While the amended bill stipulates that schools must still post class materials online, educators are only required to post “bibliographic materials,” rather than daily lesson plans. Any “pre-planned” curriculum for the academic year would need to be made available on the school’s website or online learning management system by Aug. 1, annually.

A provision allowing lawsuits if a school doesn’t respond to complaints about teachers was also amended to cap civil damages for violations at $1,000. Allegations would still be subject to a statute of limitation of 30 business days and must show “willful or wanton” violations of the law, according to the amended bill.

A failed amendment by Democratic Rep. Ed DeLaney of Indianapolis — who said the bill would lead to increased litigation — would have made the state responsible for legal fees, rather than school districts.

“We’re afraid of change. We want to tell our kids everything’s alright the way it is … And we want to tell some parents that if you think the teacher went a step too far, go make a complaint,” DeLaney said Wednesday. “So what do we want our kids to do? We don’t want them to be woke. We want them to be asleep. That’s what this bill proposes — put our kids, and their minds and their futures to sleep.”

Republican Rep. Tony Cook of Cicero, who authored the bill, argued his goal is to “empower parents” by increasing transparency around classroom curricula, while still allowing for the teaching of historical injustices.

“All measures in this bill are required to ensure that parents have opportunity to be aware, in real time, of what and how material is being taught in their students’ classrooms,” Cook said.

House Republicans are pushing ahead with the bill, even after the Senate effectively defeated a similar proposal.

The Senate bill, authored by Republican Sen. Scott Baldwin of Noblesville, would have prohibited K-12 schools from requiring a student or employee to “engage in training, orientation, or therapy that presents any form of racial or sex stereotyping or blame on the basis of sex, race, ethnicity, religion, color, national origin, or political affiliation.” Teachers would also not be allowed to “include or promote” such concepts in class.

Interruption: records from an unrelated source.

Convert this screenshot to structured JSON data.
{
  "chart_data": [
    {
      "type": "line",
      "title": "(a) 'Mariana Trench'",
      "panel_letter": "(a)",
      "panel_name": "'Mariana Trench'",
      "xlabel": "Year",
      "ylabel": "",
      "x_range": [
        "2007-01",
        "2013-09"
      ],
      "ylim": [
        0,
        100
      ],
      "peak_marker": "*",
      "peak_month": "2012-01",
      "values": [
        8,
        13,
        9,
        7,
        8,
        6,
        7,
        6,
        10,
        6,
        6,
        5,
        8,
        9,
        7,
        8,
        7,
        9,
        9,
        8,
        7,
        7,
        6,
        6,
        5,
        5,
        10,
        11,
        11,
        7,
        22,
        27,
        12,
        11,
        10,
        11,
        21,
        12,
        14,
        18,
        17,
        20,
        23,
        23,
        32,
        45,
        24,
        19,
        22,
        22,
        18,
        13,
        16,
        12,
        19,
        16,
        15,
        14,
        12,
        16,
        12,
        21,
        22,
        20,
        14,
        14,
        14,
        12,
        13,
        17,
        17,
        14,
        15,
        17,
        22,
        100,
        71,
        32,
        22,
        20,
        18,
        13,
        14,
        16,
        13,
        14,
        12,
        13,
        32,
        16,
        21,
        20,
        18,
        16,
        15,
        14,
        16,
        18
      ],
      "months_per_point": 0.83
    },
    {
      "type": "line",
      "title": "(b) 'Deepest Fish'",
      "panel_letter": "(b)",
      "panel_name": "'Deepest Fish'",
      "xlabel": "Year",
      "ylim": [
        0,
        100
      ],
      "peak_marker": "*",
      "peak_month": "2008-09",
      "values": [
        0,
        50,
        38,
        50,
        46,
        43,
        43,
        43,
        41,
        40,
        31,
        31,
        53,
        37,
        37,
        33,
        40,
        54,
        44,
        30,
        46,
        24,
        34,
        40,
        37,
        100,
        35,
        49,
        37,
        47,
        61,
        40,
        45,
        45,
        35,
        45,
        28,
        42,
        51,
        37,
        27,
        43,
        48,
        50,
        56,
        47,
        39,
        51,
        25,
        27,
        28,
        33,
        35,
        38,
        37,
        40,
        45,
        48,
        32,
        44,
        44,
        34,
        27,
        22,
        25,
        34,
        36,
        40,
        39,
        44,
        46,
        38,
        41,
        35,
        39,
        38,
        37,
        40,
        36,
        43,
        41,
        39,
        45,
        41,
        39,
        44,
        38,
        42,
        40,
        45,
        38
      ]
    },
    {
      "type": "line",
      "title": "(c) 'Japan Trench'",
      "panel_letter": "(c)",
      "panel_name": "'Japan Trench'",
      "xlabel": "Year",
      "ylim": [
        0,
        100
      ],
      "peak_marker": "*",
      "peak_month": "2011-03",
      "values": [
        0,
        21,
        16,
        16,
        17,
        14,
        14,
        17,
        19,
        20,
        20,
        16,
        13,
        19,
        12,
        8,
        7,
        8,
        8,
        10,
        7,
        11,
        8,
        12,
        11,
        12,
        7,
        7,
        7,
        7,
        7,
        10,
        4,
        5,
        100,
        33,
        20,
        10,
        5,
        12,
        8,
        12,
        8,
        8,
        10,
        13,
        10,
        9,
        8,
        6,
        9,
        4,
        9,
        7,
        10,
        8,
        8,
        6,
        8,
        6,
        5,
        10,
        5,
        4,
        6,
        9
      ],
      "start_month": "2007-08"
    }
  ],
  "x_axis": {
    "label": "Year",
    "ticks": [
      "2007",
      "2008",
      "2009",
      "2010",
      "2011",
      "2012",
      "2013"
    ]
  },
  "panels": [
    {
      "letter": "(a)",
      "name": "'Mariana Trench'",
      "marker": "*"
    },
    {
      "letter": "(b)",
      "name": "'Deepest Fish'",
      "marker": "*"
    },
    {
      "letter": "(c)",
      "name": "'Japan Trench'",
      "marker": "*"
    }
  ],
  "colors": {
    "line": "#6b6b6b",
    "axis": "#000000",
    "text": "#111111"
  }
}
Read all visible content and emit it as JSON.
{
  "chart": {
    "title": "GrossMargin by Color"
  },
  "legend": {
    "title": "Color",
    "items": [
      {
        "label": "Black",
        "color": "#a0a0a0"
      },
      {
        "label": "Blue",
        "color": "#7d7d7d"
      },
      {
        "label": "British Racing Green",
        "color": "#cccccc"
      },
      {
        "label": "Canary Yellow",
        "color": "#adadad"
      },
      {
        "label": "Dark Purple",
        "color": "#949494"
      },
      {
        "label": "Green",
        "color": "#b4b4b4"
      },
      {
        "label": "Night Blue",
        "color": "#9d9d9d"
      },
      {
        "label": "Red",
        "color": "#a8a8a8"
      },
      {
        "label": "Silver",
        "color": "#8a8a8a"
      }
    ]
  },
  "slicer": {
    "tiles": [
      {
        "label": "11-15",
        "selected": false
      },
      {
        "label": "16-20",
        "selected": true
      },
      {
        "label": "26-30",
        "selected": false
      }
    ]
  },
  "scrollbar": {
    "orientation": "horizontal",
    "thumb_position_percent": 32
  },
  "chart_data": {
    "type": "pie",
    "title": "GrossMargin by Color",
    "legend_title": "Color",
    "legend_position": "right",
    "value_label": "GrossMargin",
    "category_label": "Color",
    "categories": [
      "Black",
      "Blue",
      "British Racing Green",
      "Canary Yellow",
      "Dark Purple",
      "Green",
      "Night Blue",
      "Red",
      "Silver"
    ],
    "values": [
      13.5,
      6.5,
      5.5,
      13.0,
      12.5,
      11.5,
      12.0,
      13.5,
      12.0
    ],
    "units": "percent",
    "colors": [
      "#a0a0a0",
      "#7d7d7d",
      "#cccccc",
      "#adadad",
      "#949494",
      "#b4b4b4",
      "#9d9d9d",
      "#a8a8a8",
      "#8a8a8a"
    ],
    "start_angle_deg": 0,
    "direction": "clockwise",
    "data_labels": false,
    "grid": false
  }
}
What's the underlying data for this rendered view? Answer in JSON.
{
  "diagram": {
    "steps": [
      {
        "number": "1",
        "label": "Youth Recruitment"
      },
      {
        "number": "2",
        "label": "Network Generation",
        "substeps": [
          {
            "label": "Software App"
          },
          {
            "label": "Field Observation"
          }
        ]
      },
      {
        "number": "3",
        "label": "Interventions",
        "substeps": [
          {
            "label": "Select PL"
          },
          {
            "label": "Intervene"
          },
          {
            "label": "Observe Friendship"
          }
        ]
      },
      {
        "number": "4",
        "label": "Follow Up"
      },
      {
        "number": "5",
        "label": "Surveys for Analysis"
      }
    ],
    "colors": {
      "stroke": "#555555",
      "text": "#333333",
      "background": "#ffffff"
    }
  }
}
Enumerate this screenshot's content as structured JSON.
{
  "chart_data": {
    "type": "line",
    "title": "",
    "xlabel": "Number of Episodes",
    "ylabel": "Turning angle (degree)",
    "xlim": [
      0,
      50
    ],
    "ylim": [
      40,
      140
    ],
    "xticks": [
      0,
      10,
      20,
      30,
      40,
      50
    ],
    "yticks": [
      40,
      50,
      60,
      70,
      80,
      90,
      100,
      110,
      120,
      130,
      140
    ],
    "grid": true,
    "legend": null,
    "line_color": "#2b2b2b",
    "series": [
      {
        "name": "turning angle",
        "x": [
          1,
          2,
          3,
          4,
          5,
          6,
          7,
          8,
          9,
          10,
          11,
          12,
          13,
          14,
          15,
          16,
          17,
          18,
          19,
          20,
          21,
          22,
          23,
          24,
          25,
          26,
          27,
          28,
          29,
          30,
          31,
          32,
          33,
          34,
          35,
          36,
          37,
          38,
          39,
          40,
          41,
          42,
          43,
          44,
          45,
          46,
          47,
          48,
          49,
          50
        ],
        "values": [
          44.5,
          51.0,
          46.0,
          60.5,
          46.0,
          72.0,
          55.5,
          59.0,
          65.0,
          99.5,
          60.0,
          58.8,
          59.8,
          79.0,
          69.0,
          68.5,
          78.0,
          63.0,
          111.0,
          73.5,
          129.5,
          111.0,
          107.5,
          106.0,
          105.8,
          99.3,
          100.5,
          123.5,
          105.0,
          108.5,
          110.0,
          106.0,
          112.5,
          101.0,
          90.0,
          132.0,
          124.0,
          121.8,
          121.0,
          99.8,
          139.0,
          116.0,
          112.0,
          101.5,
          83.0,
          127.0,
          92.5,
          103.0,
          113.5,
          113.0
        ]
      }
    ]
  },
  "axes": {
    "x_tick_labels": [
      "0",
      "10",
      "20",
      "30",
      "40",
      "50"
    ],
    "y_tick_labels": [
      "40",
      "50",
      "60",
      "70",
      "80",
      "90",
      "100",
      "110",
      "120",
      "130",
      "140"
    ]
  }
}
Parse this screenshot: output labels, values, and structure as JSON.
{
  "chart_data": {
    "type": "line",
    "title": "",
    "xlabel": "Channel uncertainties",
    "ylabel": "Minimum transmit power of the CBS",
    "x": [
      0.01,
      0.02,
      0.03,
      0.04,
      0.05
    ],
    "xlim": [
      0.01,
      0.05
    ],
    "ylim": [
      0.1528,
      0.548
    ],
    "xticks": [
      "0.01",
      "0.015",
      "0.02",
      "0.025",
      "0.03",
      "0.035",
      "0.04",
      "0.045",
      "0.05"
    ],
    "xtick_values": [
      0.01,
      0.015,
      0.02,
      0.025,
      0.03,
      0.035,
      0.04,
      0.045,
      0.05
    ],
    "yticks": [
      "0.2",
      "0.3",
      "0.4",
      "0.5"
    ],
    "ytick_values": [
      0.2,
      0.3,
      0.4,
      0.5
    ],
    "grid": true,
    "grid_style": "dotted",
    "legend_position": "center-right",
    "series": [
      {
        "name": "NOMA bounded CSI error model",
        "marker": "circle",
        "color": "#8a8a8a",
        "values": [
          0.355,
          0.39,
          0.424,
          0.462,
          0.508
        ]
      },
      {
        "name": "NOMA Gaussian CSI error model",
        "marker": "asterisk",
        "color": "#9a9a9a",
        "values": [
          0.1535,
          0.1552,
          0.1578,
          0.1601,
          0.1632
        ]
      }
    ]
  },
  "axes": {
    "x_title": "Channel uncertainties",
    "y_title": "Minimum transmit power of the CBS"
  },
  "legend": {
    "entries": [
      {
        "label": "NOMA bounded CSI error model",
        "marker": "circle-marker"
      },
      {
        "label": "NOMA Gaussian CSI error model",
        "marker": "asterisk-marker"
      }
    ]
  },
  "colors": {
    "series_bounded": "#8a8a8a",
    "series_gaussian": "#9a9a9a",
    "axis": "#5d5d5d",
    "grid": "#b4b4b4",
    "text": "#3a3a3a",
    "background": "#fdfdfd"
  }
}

Baldwin drew widespread condemnation this month when he said teachers must be “impartial” when discussing Nazism and other political ideologies. He later walked back his comments, saying he meant to say he “unequivocally” condemns Nazism, fascism and Marxism, and that he agrees teachers “should condemn those dangerous ideologies.”

Some language from Baldwin’s bill was at the heart of another proposal that advanced to the full Senate on Wednesday.

The author of that bill, Republican Sen. Jim Tomes of Wadesville, said his legislation would remove educational purposes as a reason that public schools and libraries could claim legal protection for sharing “harmful material” with minors. That includes books and other materials deemed to be obscene, pornographic or violent.

Legislators additionally pushed forward a bill on Wednesday that would ban transgender women and girls from participating in school sports that match their gender identity.

The proposal, which could get approval from the full House on Thursday, would prohibit students who were born male but identify as female from participating in a sport or on an athletic team that is designated for women or girls. But it wouldn’t prevent students who identify as female or transgender men from playing on men’s sports teams.